We are also fortunate that we have the technology now to assist us and to reduce the frustration of daily tasks. Five hundred different numbers are programmed into my cell phone so that I do not have to deal with the difficulty of wrong numbers. My laptop and computer keep my schedule and organize my work. When I give a speech, I use special TelePromTers with, for example, question marks at the beginning of sentences not at the end and a little listening device in my ear so that my assistant can prompt me if I forget words or get distracted. The point is that we should continually look for new ways to harness technology to help compensate for the daily struggles that impede finding our talents. Technology for us does not only mean a faster foundation of information, it means a secure foundation of information on which we can relax enough to discover the talents we have to offer, not just the obstacles we have to face.

Educators and parents must work aggressively to ensure that these types of solutions are available to their children. We cannot deny the fact that we are different. It is not just a matter of being slow in reading or having trouble at school. Dyslexia can affect every single aspect of a person’s life - both personal and professional. It can railroad self-esteem, undermine confidence, isolate and intimidate. And yet, I know that does not have to be the case.

It takes courage and strength to shed the limitations of the different box that frames our reality. It is essential to have the support of parents, advocates, friends and teachers who take nothing for granted about a person with learning differences. This support and understanding builds a level of acceptance that will create the mechanisms needed to compensate for the differences.

It will also create hope.

When I was talking recently to a group of children with learning differences, one girl raised her hand and said, “My parents said that I will never go to college. I have to go to a trade school,” and she starts crying. I said, “No, that does not have to be the case. And she said, But I have to go to trade school. I said, In my world, the word but is not in my vocabulary. How about using and thinking the word and? I went to trade school first and then I went to college.”
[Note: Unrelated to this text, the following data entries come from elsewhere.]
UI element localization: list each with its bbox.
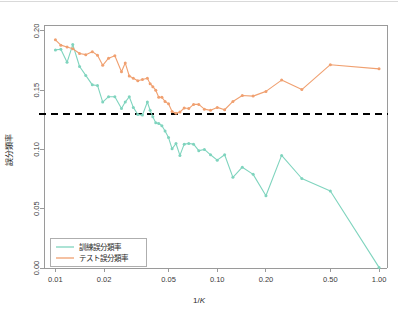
data-point	[329, 63, 332, 66]
data-point	[203, 108, 206, 111]
data-point	[209, 153, 212, 156]
data-point	[378, 266, 381, 269]
data-point	[192, 103, 195, 106]
data-point	[113, 95, 116, 98]
data-point	[132, 106, 135, 109]
data-point	[241, 166, 244, 169]
x-axis-title: 1/K	[193, 296, 206, 305]
data-point	[59, 44, 62, 47]
data-point	[197, 149, 200, 152]
data-point	[178, 111, 181, 114]
x-tick-label: 0.05	[161, 275, 176, 284]
data-point	[84, 74, 87, 77]
data-point	[197, 103, 200, 106]
data-point	[160, 96, 163, 99]
data-point	[154, 121, 157, 124]
x-tick-label: 0.02	[97, 275, 112, 284]
legend-label-2: テスト誤分類率	[79, 253, 129, 263]
data-point	[280, 79, 283, 82]
data-point	[183, 106, 186, 109]
y-tick-label: 0.20	[32, 24, 41, 39]
data-point	[174, 112, 177, 115]
data-point	[192, 143, 195, 146]
data-point	[113, 54, 116, 57]
data-point	[231, 100, 234, 103]
chart-legend: 訓練誤分類率テスト誤分類率	[50, 238, 146, 266]
data-point	[167, 102, 170, 105]
data-point	[141, 114, 144, 117]
data-point	[223, 153, 226, 156]
data-point	[187, 107, 190, 110]
data-point	[91, 50, 94, 53]
data-point	[107, 95, 110, 98]
data-point	[187, 142, 190, 145]
data-point	[101, 101, 104, 104]
data-point	[136, 113, 139, 116]
data-point	[120, 70, 123, 73]
x-tick-label: 0.10	[210, 275, 225, 284]
data-point	[132, 77, 135, 80]
data-point	[223, 108, 226, 111]
data-point	[209, 109, 212, 112]
data-point	[141, 78, 144, 81]
data-point	[107, 57, 110, 60]
x-tick-label: 0.01	[48, 275, 63, 284]
data-point	[96, 54, 99, 57]
data-point	[71, 43, 74, 46]
data-point	[300, 88, 303, 91]
data-point	[146, 101, 149, 104]
data-point	[329, 189, 332, 192]
data-point	[167, 136, 170, 139]
data-point	[66, 61, 69, 64]
data-point	[264, 90, 267, 93]
data-point	[84, 53, 87, 56]
data-point	[120, 107, 123, 110]
data-point	[216, 159, 219, 162]
data-point	[151, 115, 154, 118]
data-point	[378, 67, 381, 70]
misclassification-rate-chart: 0.010.020.050.100.200.501.00 0.000.050.1…	[0, 0, 398, 318]
data-point	[241, 94, 244, 97]
y-tick-label: 0.10	[32, 142, 41, 157]
data-point	[174, 142, 177, 145]
data-point	[164, 100, 167, 103]
data-point	[59, 48, 62, 51]
y-tick-label: 0.15	[32, 83, 41, 98]
data-point	[91, 83, 94, 86]
data-point	[78, 52, 81, 55]
data-point	[160, 124, 163, 127]
data-point	[128, 74, 131, 77]
data-point	[71, 47, 74, 50]
data-point	[171, 110, 174, 113]
data-point	[54, 38, 57, 41]
legend-label-1: 訓練誤分類率	[79, 242, 122, 252]
y-tick-label: 0.05	[32, 201, 41, 216]
data-point	[149, 82, 152, 85]
data-point	[136, 79, 139, 82]
data-point	[154, 89, 157, 92]
x-tick-label: 1.00	[372, 275, 387, 284]
chart-figure: 0.010.020.050.100.200.501.00 0.000.050.1…	[0, 0, 398, 318]
y-axis-title: 誤分類率	[4, 134, 14, 166]
data-point	[252, 173, 255, 176]
data-point	[78, 65, 81, 68]
data-point	[252, 95, 255, 98]
y-tick-label: 0.00	[32, 261, 41, 276]
chart-background	[0, 0, 398, 318]
data-point	[280, 154, 283, 157]
data-point	[146, 77, 149, 80]
data-point	[171, 147, 174, 150]
data-point	[149, 109, 152, 112]
data-point	[54, 48, 57, 51]
data-point	[124, 101, 127, 104]
data-point	[96, 84, 99, 87]
data-point	[124, 61, 127, 64]
data-point	[128, 95, 131, 98]
data-point	[216, 106, 219, 109]
data-point	[264, 194, 267, 197]
data-point	[66, 45, 69, 48]
data-point	[157, 96, 160, 99]
x-tick-label: 0.20	[259, 275, 274, 284]
data-point	[157, 122, 160, 125]
data-point	[101, 64, 104, 67]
This simple change created a noticeable shift in her thinking. I could see it in seconds as the expression across her face changed to one of hope. When someone tells me that she cannot do something, I make her say, “up until now.” Once this change occurs, the potential for creativity, unique contributions to society and for personal happiness grows as well.

I do not pretend to know all the answers or to solve all the problems that learning- different people confront. I do know, however, that sharing information, new resources and new ideas and promoting continual efforts to educate teachers and parents can result in true success. At Ford Credit, we are beginning to ensure that support and resources will be available to all families, which are seeking new and pragmatic ways to compensate for learning differences. These resources can be found on my web site, Cyberwink.com. Visit it, use it and write me with your questions, experiences and new ideas. We all need to continue to learn about learning.

About the Author

Ford Credit’s Chairman and Chief Executive Officer, Donald A. Winkler is anything but your average corporate CEO. He is a pioneer in engaging people’s creativity, ingenuity and common sense to devise unusual approaches for boosting productivity.

Prior to his appointment to Ford Credit, Mr. Winkler served as Chairman and CEO of Finance One, the finance company subsidiary of Bank One Corporation. He also served as Executive Vice President of Bank One Corporation.

An active participant in civic life, Don is a national spokesperson in educating people about learning differences. He is a board member of IDA and has served as a trustee of the Forman School in Litchfield, CT which educates learning-different children.